As I remember one night in Coney Island found seven strange looking fellows, fans and authors, crowded into a car for a posed picture. Ross Rocklynne, freshly freckled by a New Yawk sun, at the steering wheel, Jack Agnew at his side with Mark (I'm makin' my mark in pulps) Reinsburg and immediately in back of Rocklynne a fellow with too much hair, a tan that would make an Ethiopian blush, and teeth, Bradbury, augmented by the humorously verbose Erle Korshak, the professorly nice Bob Madle and one V. Kidwell. I recall also a night at Mort Weisinger's home during July with Rocklynne, Ackerman, Morojo, Hornig, Binder, Schwartz, Darrow and again Bradbury. A picture was taken that night and the only ones with decent smiles were Ackerman and the under-done personality who edits this magazine. Hornig looked strangely thoughtful with his hand to his chin, Mort had a cigarette drooping from his lip and Darrow, Schwartz and Binder all were lost in profound contemplation of the little birdie which Mort's brother held. I remember also a night on Central Park, a stag night, when it was raining convulsively and Binder, Bradbury, Hornig, Rocklynne and Darrow all clambered into a rocking boat and swished out onto the glittering water, yodeling popular tunes at the way-way top of their corny contraltos. Binder has a pleasing bath-tub baritone, while Hornig can imitate a frog at the drop of a body. Darrow was strangely silent, but that man Bradbury and Rocklynne set up such a howl that the Park authorities came out in a submarine, thinking that the Loch Ness monster had turned up again. This was all settled when someone pulled the plug and everyone drowned peacefully.
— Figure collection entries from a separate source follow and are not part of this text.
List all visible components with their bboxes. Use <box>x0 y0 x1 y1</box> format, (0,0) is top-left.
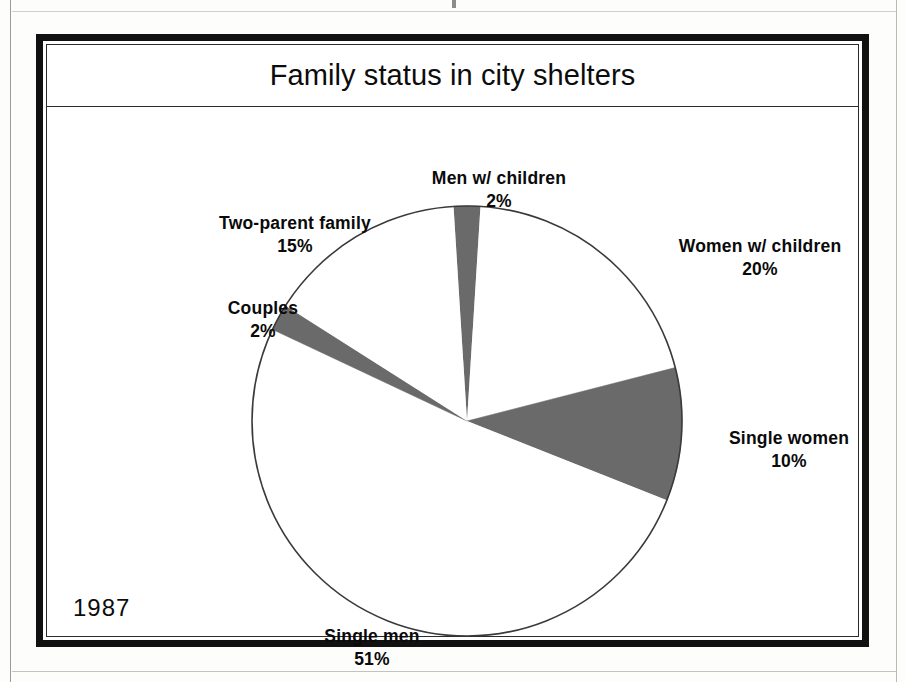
scan-artifact-speck <box>452 0 456 8</box>
pie-chart-plot-area: Men w/ children2%Women w/ children20%Sin… <box>47 107 858 636</box>
pie-slice-label-value: 20% <box>679 258 842 281</box>
page-title: Family status in city shelters <box>270 59 636 92</box>
pie-slice-label: Single men51% <box>324 625 419 671</box>
pie-slice-label-name: Men w/ children <box>432 168 566 188</box>
year-stamp: 1987 <box>73 594 130 622</box>
pie-slice-label: Couples2% <box>228 297 298 343</box>
pie-slice-label: Men w/ children2% <box>432 167 566 213</box>
page-edge-top <box>12 11 896 12</box>
pie-slice-label-value: 51% <box>324 648 419 671</box>
page-edge-left <box>10 0 11 682</box>
pie-slice-group <box>252 206 682 636</box>
pie-slice-label: Women w/ children20% <box>679 235 842 281</box>
pie-slice-label-value: 2% <box>432 190 566 213</box>
pie-slice-label-name: Women w/ children <box>679 236 842 256</box>
page-edge-right <box>896 0 897 682</box>
chart-frame-inner-border: Family status in city shelters Men w/ ch… <box>46 44 859 637</box>
chart-frame: Family status in city shelters Men w/ ch… <box>36 34 869 647</box>
page-edge-bottom <box>12 671 896 672</box>
pie-slice-label-value: 10% <box>729 450 849 473</box>
pie-slice-label-name: Single men <box>324 626 419 646</box>
pie-slice-label-value: 2% <box>228 320 298 343</box>
pie-slice-label-value: 15% <box>219 235 371 258</box>
pie-slice-label: Single women10% <box>729 427 849 473</box>
pie-slice-label: Two-parent family15% <box>219 212 371 258</box>
pie-slice-label-name: Two-parent family <box>219 213 371 233</box>
pie-slice-label-name: Couples <box>228 298 298 318</box>
pie-slice-label-name: Single women <box>729 428 849 448</box>
chart-title-band: Family status in city shelters <box>47 45 858 107</box>
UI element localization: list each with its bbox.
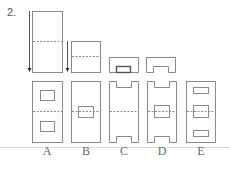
option-b-label[interactable]: B bbox=[71, 144, 101, 159]
option-c-label[interactable]: C bbox=[109, 144, 139, 159]
arrow-down-icon bbox=[28, 68, 32, 72]
option-d-figure[interactable] bbox=[148, 82, 177, 143]
option-d-label[interactable]: D bbox=[147, 144, 177, 159]
paper-step-3-cut bbox=[110, 58, 139, 73]
option-a-figure[interactable] bbox=[33, 82, 63, 143]
paper-step-4-result bbox=[147, 58, 176, 73]
paper-step-2 bbox=[66, 41, 101, 73]
option-a-label[interactable]: A bbox=[32, 144, 62, 159]
option-e-label[interactable]: E bbox=[186, 144, 216, 159]
paper-step-1 bbox=[28, 11, 63, 73]
option-e-figure[interactable] bbox=[187, 82, 216, 143]
option-c-figure[interactable] bbox=[110, 82, 139, 143]
option-b-figure[interactable] bbox=[72, 82, 101, 143]
arrow-down-icon bbox=[66, 68, 70, 72]
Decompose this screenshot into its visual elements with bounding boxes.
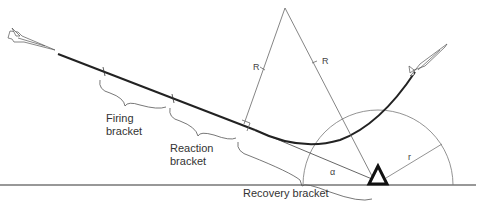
escaping-aircraft-icon (409, 44, 447, 76)
recovery-curve (255, 72, 415, 144)
radius-label-right: R (322, 56, 329, 66)
radius-label-left: R (253, 62, 260, 72)
firing-bracket (100, 80, 166, 108)
attacking-aircraft-icon (8, 28, 55, 50)
reaction-bracket-label-1: Reaction (170, 142, 213, 154)
recovery-bracket-label: Recovery bracket (243, 187, 329, 199)
radius-line-right (285, 8, 373, 178)
firing-bracket-label-2: bracket (106, 125, 142, 137)
reaction-bracket (170, 108, 236, 139)
small-radius-line (386, 144, 442, 178)
angle-label: α (330, 167, 335, 177)
reaction-bracket-label-2: bracket (170, 155, 206, 167)
attack-geometry-diagram: r R R α Firing bracket Reaction bracket … (0, 0, 484, 210)
attack-path (58, 54, 255, 130)
small-radius-label: r (408, 152, 411, 162)
range-semicircle (303, 110, 453, 185)
radius-line-left (244, 8, 285, 124)
firing-bracket-label-1: Firing (106, 112, 134, 124)
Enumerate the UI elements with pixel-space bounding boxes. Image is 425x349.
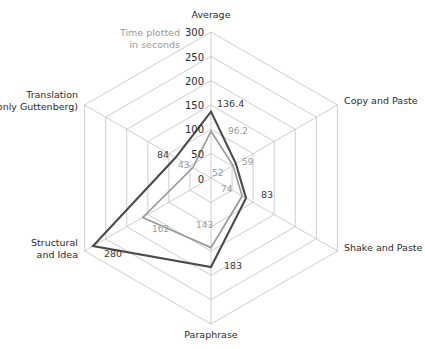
grid-spokes [85, 32, 338, 324]
note-line2: in seconds [129, 39, 180, 50]
value-gray-translation: 43 [178, 160, 189, 170]
tick-label-200: 200 [185, 76, 204, 87]
value-gray-copy-and-paste-inner: 52 [212, 168, 223, 178]
axis-label-shake-and-paste: Shake and Paste [344, 242, 423, 253]
note-line1: Time plotted [119, 27, 180, 38]
value-dark-structural-and-idea: 280 [104, 248, 122, 259]
axis-label-structural-and-idea-line1: Structural [31, 237, 78, 248]
radar-chart: Average Copy and Paste Shake and Paste P… [0, 0, 425, 349]
tick-label-150: 150 [185, 100, 204, 111]
axis-label-average: Average [191, 9, 230, 20]
value-gray-structural-and-idea: 162 [152, 224, 169, 234]
radar-chart-svg: Average Copy and Paste Shake and Paste P… [0, 0, 425, 349]
value-gray-shake-and-paste: 74 [221, 184, 233, 194]
tick-label-100: 100 [185, 124, 204, 135]
value-gray-average: 96.2 [228, 126, 248, 136]
axis-label-paraphrase: Paraphrase [184, 329, 238, 340]
value-dark-average: 136.4 [217, 98, 244, 109]
value-dark-paraphrase: 183 [224, 260, 242, 271]
value-gray-paraphrase: 143 [196, 220, 213, 230]
value-gray-copy-and-paste-outer: 59 [242, 157, 254, 167]
tick-label-50: 50 [191, 149, 204, 160]
note-annotation: Time plotted in seconds [119, 27, 180, 50]
axis-label-structural-and-idea-line2: and Idea [37, 249, 78, 260]
value-dark-shake-and-paste: 83 [261, 189, 273, 200]
tick-label-0: 0 [198, 174, 204, 185]
tick-label-300: 300 [185, 27, 204, 38]
value-dark-translation: 84 [157, 149, 169, 160]
axis-label-translation-line2: (only Guttenberg) [0, 101, 78, 112]
axis-label-translation-line1: Translation [25, 89, 78, 100]
axis-label-copy-and-paste: Copy and Paste [344, 95, 418, 106]
tick-label-250: 250 [185, 52, 204, 63]
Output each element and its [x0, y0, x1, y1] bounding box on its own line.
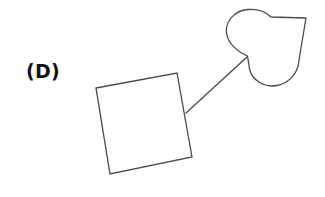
figure-panel: (D) — [0, 0, 325, 197]
canvas-background — [0, 0, 325, 197]
panel-label: (D) — [26, 62, 60, 81]
diagram-canvas — [0, 0, 325, 197]
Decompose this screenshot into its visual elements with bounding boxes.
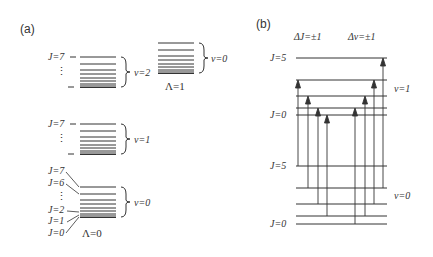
- j6-label: J=6: [48, 177, 64, 188]
- j0-label: J=0: [48, 227, 64, 238]
- brace-v2: [121, 57, 130, 87]
- lower-v-label: v=0: [394, 190, 410, 201]
- lower-j5-label: J=5: [270, 160, 286, 171]
- energy-level-diagram: (a) J=7 ⋮ v=2 v=0 Λ=1: [0, 0, 433, 257]
- panel-a-label: (a): [20, 22, 35, 36]
- v2-label: v=2: [134, 67, 150, 78]
- lambda1-v0-label: v=0: [211, 53, 227, 64]
- delta-j-rule: ΔJ=±1: [293, 31, 322, 42]
- brace-v0: [121, 187, 130, 217]
- panel-b-label: (b): [256, 17, 271, 31]
- j7-label: J=7: [48, 165, 65, 176]
- lambda1-label: Λ=1: [165, 80, 185, 92]
- lower-j0-label: J=0: [270, 218, 286, 229]
- v0-label: v=0: [134, 197, 150, 208]
- brace-lambda1-v0: [199, 43, 208, 73]
- delta-v-rule: Δv=±1: [347, 31, 376, 42]
- lower-levels-v0: [296, 166, 387, 224]
- dots-v2: ⋮: [56, 65, 67, 77]
- upper-v-label: v=1: [394, 83, 410, 94]
- upper-j0-label: J=0: [270, 109, 286, 120]
- v1-levels: [68, 124, 116, 155]
- j-leader-lines: [66, 172, 79, 233]
- lambda0-label: Λ=0: [82, 227, 102, 239]
- lambda1-v0-levels: [158, 43, 194, 74]
- j7-v1-label: J=7: [48, 118, 65, 129]
- v0-levels: [80, 187, 116, 218]
- dots-v0: ⋮: [56, 190, 67, 202]
- transition-arrows: [296, 58, 386, 224]
- v1-label: v=1: [134, 134, 150, 145]
- dots-v1: ⋮: [56, 132, 67, 144]
- brace-v1: [121, 124, 130, 154]
- upper-j5-label: J=5: [270, 52, 286, 63]
- j2-label: J=2: [48, 204, 64, 215]
- v2-levels: [68, 57, 116, 88]
- j7-v2-label: J=7: [48, 51, 65, 62]
- j1-label: J=1: [48, 215, 64, 226]
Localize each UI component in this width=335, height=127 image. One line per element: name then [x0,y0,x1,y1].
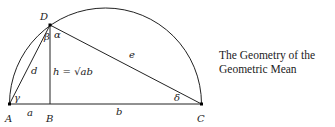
label-a: a [27,107,33,118]
label-e: e [129,49,135,60]
label-D: D [39,11,48,22]
semicircle-arc [10,8,202,104]
caption-line-2: Geometric Mean [219,62,335,76]
label-B: B [45,113,53,124]
diagram-caption: The Geometry of the Geometric Mean [219,48,335,76]
label-delta: δ [174,92,180,103]
point-C-marker [200,103,203,106]
label-alpha: α [54,29,61,40]
label-d: d [31,65,37,76]
label-gamma: γ [14,92,20,103]
label-h: h = √ab [53,66,93,77]
point-D-marker [49,24,52,27]
label-C: C [197,113,205,124]
label-beta: β [43,31,50,42]
point-A-marker [8,103,11,106]
label-A: A [4,113,12,124]
label-b: b [116,106,122,117]
caption-line-1: The Geometry of the [219,48,335,62]
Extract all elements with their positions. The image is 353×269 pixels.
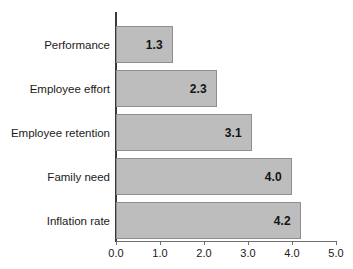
x-axis-line: [116, 241, 337, 242]
category-label: Employee retention: [11, 126, 110, 139]
bar[interactable]: 1.3: [116, 26, 173, 63]
x-tick-label: 5.0: [328, 247, 343, 259]
bar-value-label: 3.1: [225, 126, 242, 140]
bar[interactable]: 4.2: [116, 202, 301, 239]
x-tick-mark: [160, 241, 161, 245]
x-tick-label: 2.0: [196, 247, 211, 259]
x-tick-label: 4.0: [284, 247, 299, 259]
bar[interactable]: 2.3: [116, 70, 217, 107]
bar[interactable]: 4.0: [116, 158, 292, 195]
category-label: Family need: [47, 170, 110, 183]
x-tick-label: 0.0: [108, 247, 123, 259]
bar-chart: 0.01.02.03.04.05.0 1.32.33.14.04.2 Perfo…: [0, 0, 353, 269]
category-label: Employee effort: [30, 82, 110, 95]
x-tick-label: 3.0: [240, 247, 255, 259]
bar-value-label: 4.0: [265, 170, 282, 184]
x-tick-mark: [292, 241, 293, 245]
x-tick-mark: [116, 241, 117, 245]
bar-value-label: 4.2: [274, 214, 291, 228]
bar[interactable]: 3.1: [116, 114, 252, 151]
x-tick-mark: [248, 241, 249, 245]
x-tick-mark: [336, 241, 337, 245]
category-label: Inflation rate: [47, 214, 110, 227]
x-tick-mark: [204, 241, 205, 245]
bar-value-label: 2.3: [190, 82, 207, 96]
category-label: Performance: [44, 38, 110, 51]
bar-value-label: 1.3: [146, 38, 163, 52]
x-tick-label: 1.0: [152, 247, 167, 259]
Going way back in the cobwebs I seem to recall a letter arriving at an Eastern post-office addressed to Mars. It was returned marked: Insufficient Postage.
As I remember Charlie Hornig wrote, on January 9th: "On Tuesday, February 20th, 1940, I'll be in Los Angeles. I will write for Futuria Fantasia, but my rates are 12 cents a word, before acceptance. I haven't seen GONE WITH THE WIND yet, but if I stop off to see it on the road, expect me two days later than heretofore planned. If I walk it, expect me at the city limits on the R car-line, Whittier, the same time of the morning, only about 18 months later. I'll bring my overcoat and shovel along for the annual sun showers and orange blizzards." And later, from Hornig: "I liked the latest issue of Futuria Fantasia very much, especially the page of conventional descriptions over which I laughed myself sick and silly. The note about Bradbury and the mask and the blonde in the Paramount is the funniest thing I've ever read in a fan-mag."
I seem to remember being at someone's house not so long ago and glancing thru a thick ma.n.u.script under submission to John W. Campbell. I seen to remember that the author was Robert A. Heinlein, member of our LaSfl.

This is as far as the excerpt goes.